Jun 11, 2019 — The problem with Fred Astaire and Ginger Rogers movies, everyone agrees, is that there is never enough dancing. You have to wait through often silly plots and hit-or-miss comedy for the musical numbers that are the whole point. But the dances...
The Daily
May 20, 2019 — Triple crosses follow double crosses in this slick crime thriller.
Feb 5, 2019 — Shame (1968) is one of the great neglected films from Ingmar Bergman’s midcareer creative explosion. It builds on and surpasses the two Bergman films that immediately preceded it: the avant-garde milestone Persona (1966) and the surreal shocker Hour of the...

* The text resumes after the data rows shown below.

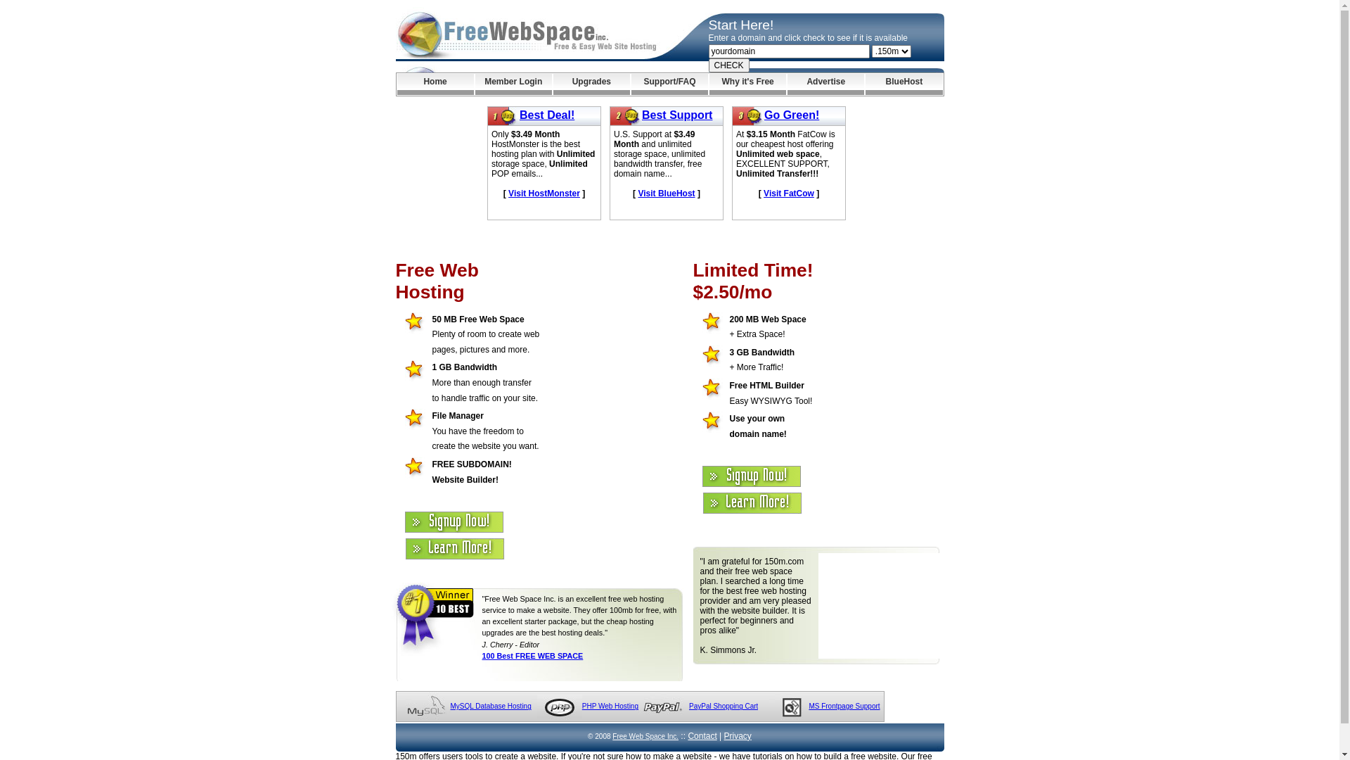  I want to click on Why it's Free, so click(748, 84).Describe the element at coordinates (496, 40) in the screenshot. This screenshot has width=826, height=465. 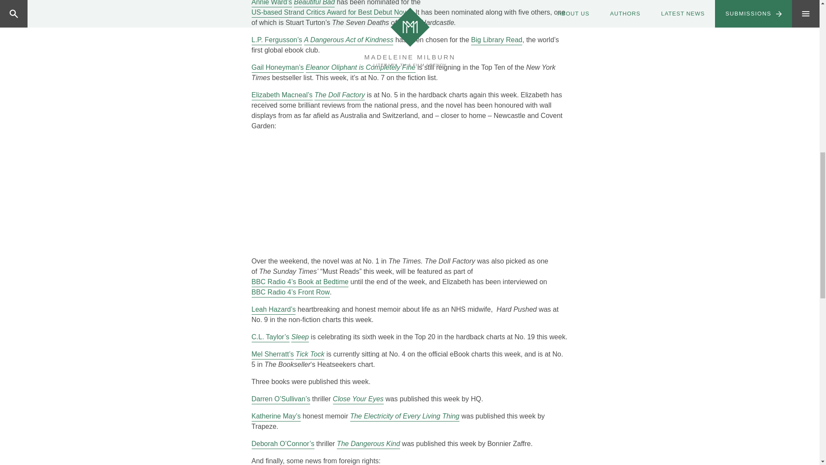
I see `Big Library Read` at that location.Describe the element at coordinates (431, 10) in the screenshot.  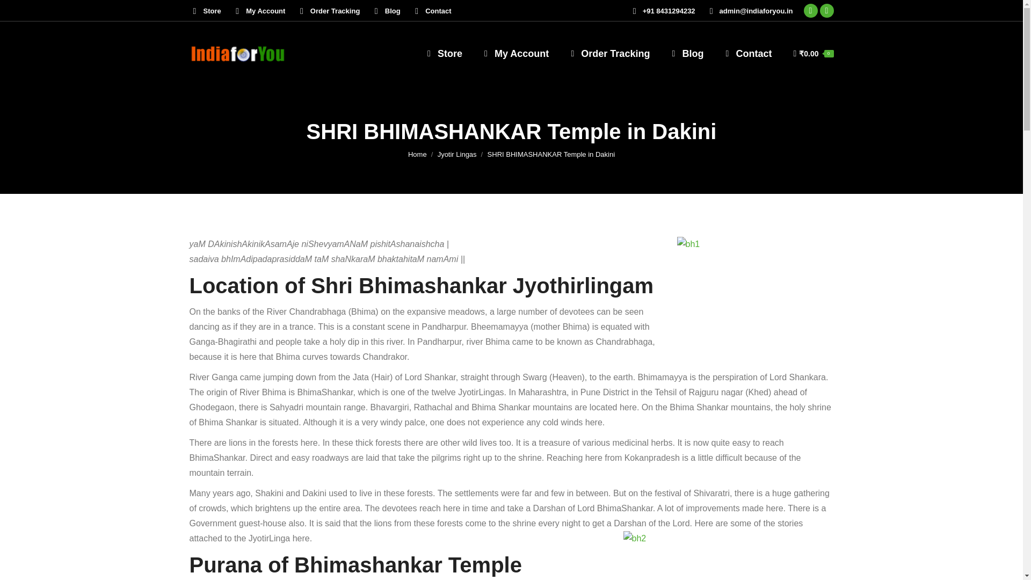
I see `Contact` at that location.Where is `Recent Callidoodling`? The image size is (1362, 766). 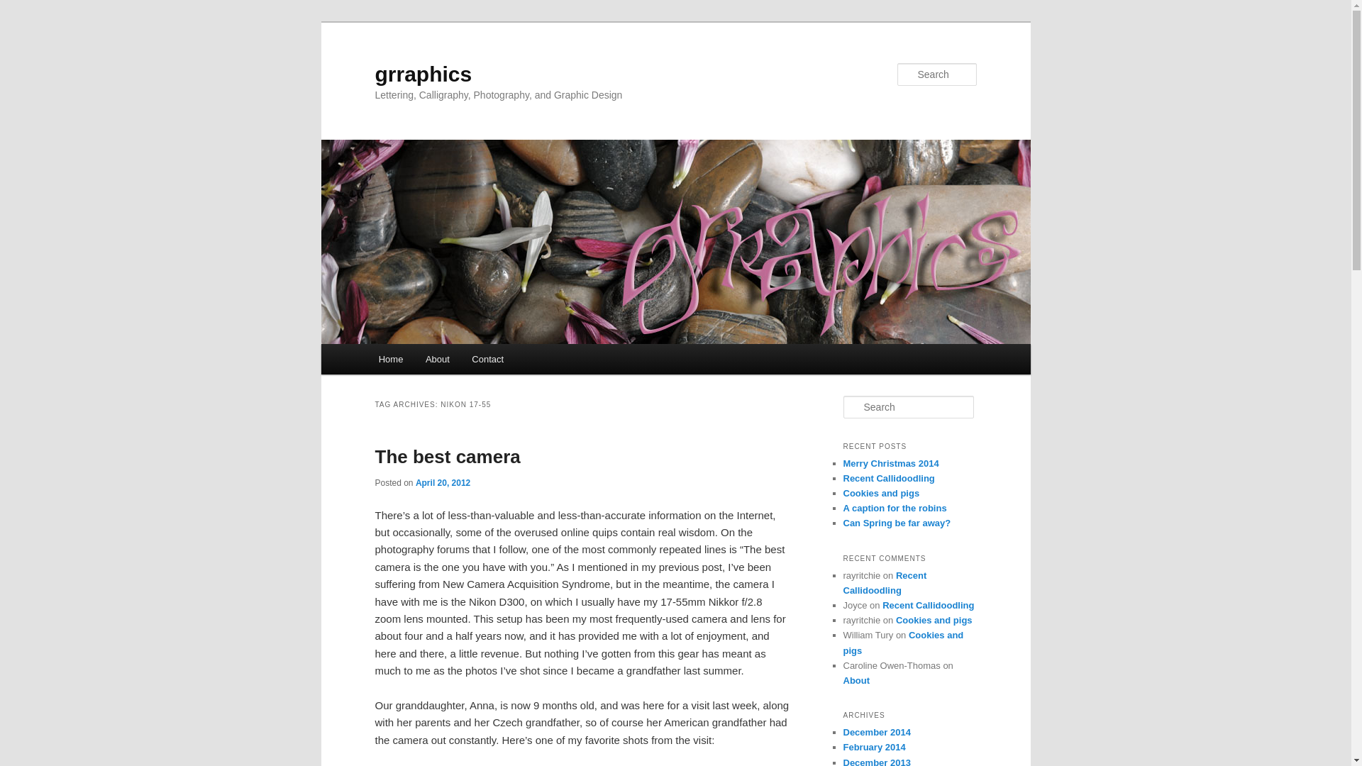 Recent Callidoodling is located at coordinates (928, 604).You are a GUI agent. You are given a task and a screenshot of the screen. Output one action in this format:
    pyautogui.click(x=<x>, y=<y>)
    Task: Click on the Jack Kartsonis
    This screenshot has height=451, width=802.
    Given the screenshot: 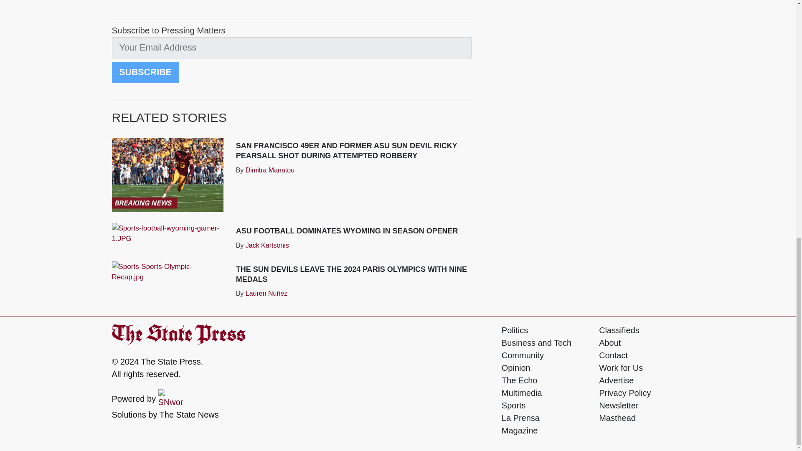 What is the action you would take?
    pyautogui.click(x=267, y=245)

Dec 11, 2018 — Note: The terms black and white were part of the way racial categories were referred to in South Africa under apartheid. Other terms, like nonwhite and non-European, were also used to mark racial segregation. In the following essay, the term...
Essays
Oct 16, 2018 — Seen as a light-hearted farce upon its release, this star-studded comedy by Hal Ashby stands as one of Hollywood’s most prescient portraits of post-Watergate politics.
May 29, 2018 — John Schlesinger’s Midnight Cowboy is a milestone along several different paths of movie history, all of which converged at the majestically seedy crossroads of Times Square in the spring of 1968.
The Daily
May 13, 2018 — Critics may differ on Jia’s sprawling gangster movie, but all agree that Zhao Tao is outstanding.
The Daily
Apr 5, 2018 — Variety’s Elsa Keslassy broke the story yesterday, and now the Cannes Film Festival has confirmed it: Asghar Farhadi’s Everybody Knows with Penélope Cruz and Javier Bardem will open the seventy-first edition on May 8. Shot “in Spanish on the Iberian...
Apr 2, 2018 — The director of Love After Love examines the emotional subtlety of Maurice Pialat’s camera work in a pivotal scene in the 1983 masterpiece À nos amours.